By Schams Elwazer and Hilary Clarke

(CNN) -- The leadership of the hardline Alternative for Germany party was in disarray Friday, a day after its historic breakthrough in the German elections delivered a stinging blow to Chancellor Angela Merkel's authority.

At a press conference in Berlin that was intended to burnish the AfD's success, party chairwoman Frauke Petry walked out, declaring that she would not sit with the party in the Bundestag and saying that it had to address dissent within its own ranks.

AfD co-leader Alexander Gauland repeatedly called after Petry, saying "I do not approve of this behavior." He described the walkout as a bombshell.

The AfD won 13% of the vote and came a stunning third place behind the main center-right and center-left parties. It becomes the first far-right party to enter the Bundestag since 1961. But it has been riven with internal strife: Petry has been regarded as a more moderate force in the party, arguing that it had to break with the far right in order to move from opposition into government.

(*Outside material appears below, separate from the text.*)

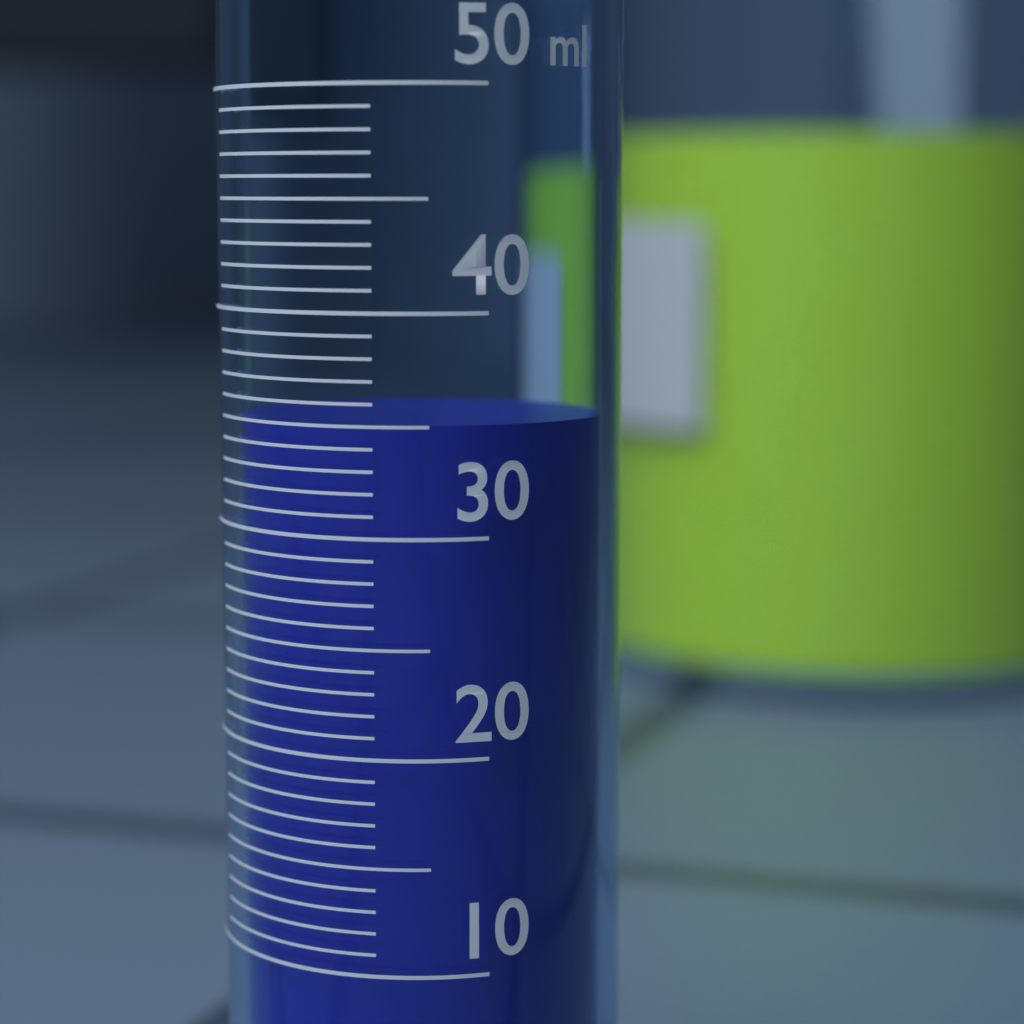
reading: 35 ml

"Today we must be open that there is internal dissent within the AfD," Petry said at the press conference. "We must not be silent about this. The community needs to know that we have controversial debates."

She told reporters later that she would sit in the Bundestag as an independent.

Merkel punished

As the AfD's divisions burst into the open, Merkel was beginning the delicate task of building a new coalition government. Preliminary results showed Merkel's CDU/CSU group would still be the largest bloc in the Bundestag, but with its lead cut to 33.5%, down from 41.5% in 2013 -- the party's worst result since 1949.

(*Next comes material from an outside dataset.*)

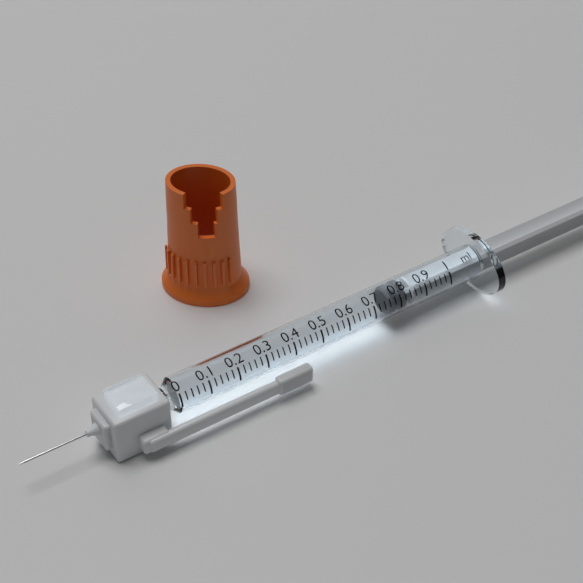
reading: 0.76 ml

Voters punished Merkel for her decision in 2015 to allow more than a million refugees into the country at the height of the European migrant crisis.

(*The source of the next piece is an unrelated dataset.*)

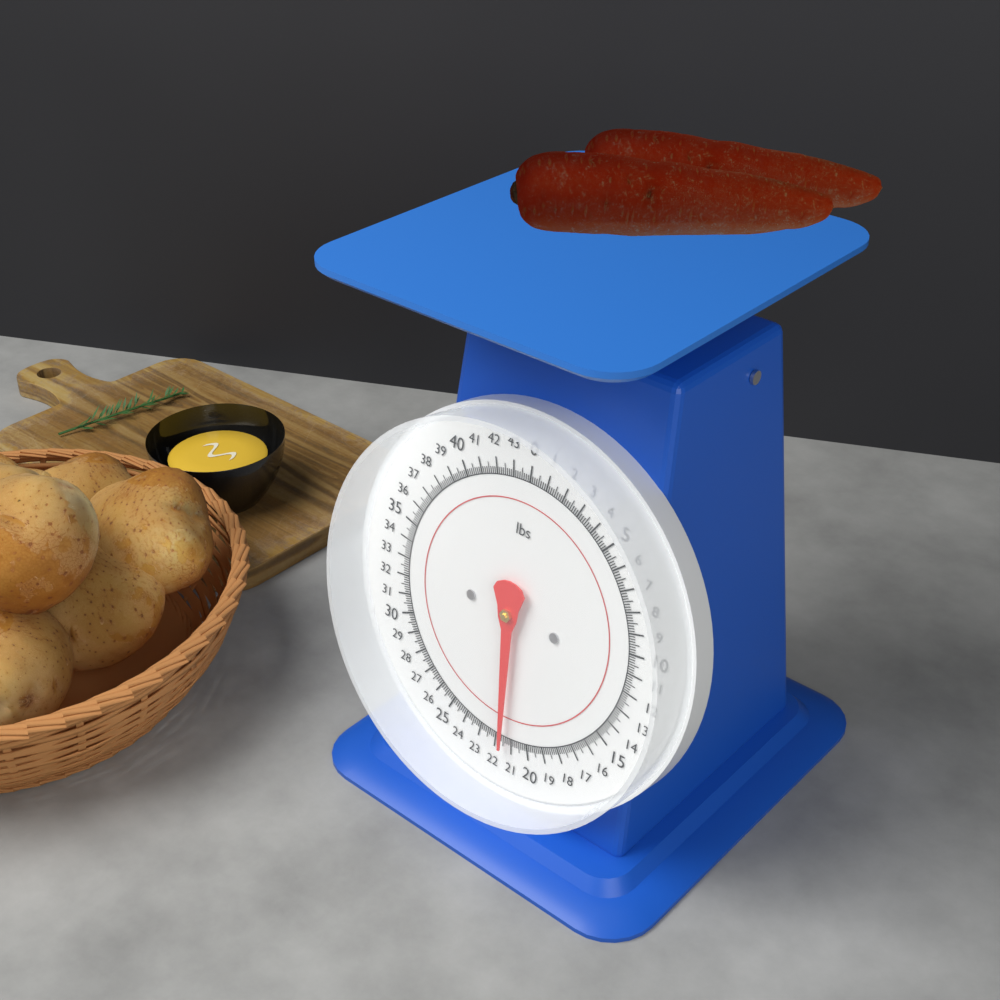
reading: 21.500 lbs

Her former partners in government, the center-left SPD, decided to return to opposition after exit polls suggested its share of the vote fell to 21.6% from 25.7% in 2013. It was the SPD's lowest share of the vote since 1945.

To secure her fourth term in office, Merkel is expected to attempt to make a deal with the Green Party and the FDP -- the so-alled "Jamaican coalition" option (the green and yellow of the two smaller parties combine with the black of the CDU to resemble the flag of Jamaica). The new grouping would be significantly weaker than the previous government, a "grand coalition" between Germany's two biggest parties.

Merkel said she was confident that a new government would be in place before Christmas, and noted that no other group could build a coalition against her. But she faces a tough battle to build a government that is strong enough to hold back the rise of the AfD.

There is no guarantee that Merkel will come to a deal with the FDP and the Greens -- both parties bitterly oppose each other and will be wary of the fate of the SPD, which suffered from its proximity to Merkel in the last government and struggled to mount an effective election campaign under leader Martin Schultz.

Addressing her supporters in Berlin Sunday night, Merkel pledged to try and understand the concerns of voters who defected to the far right. "There's a big new challenge for us, and that is the entry of the AfD in the Bundestag," she said. "We want to win back AfD voters."

The AfD polled particularly strongly in the former East Germany, which includes Berlin, attracting 21.5% of the vote, according to exit polling conducted by by Infratest Dimap. In the West, it scored about 11%, the projections said. The results put the AfD on course to become the second largest party in the east, after the CDU.

"First, this is about our success, but also about the failure of others," Gauland told reporters. "In the Bundestag we want to be a clear opposition," he said.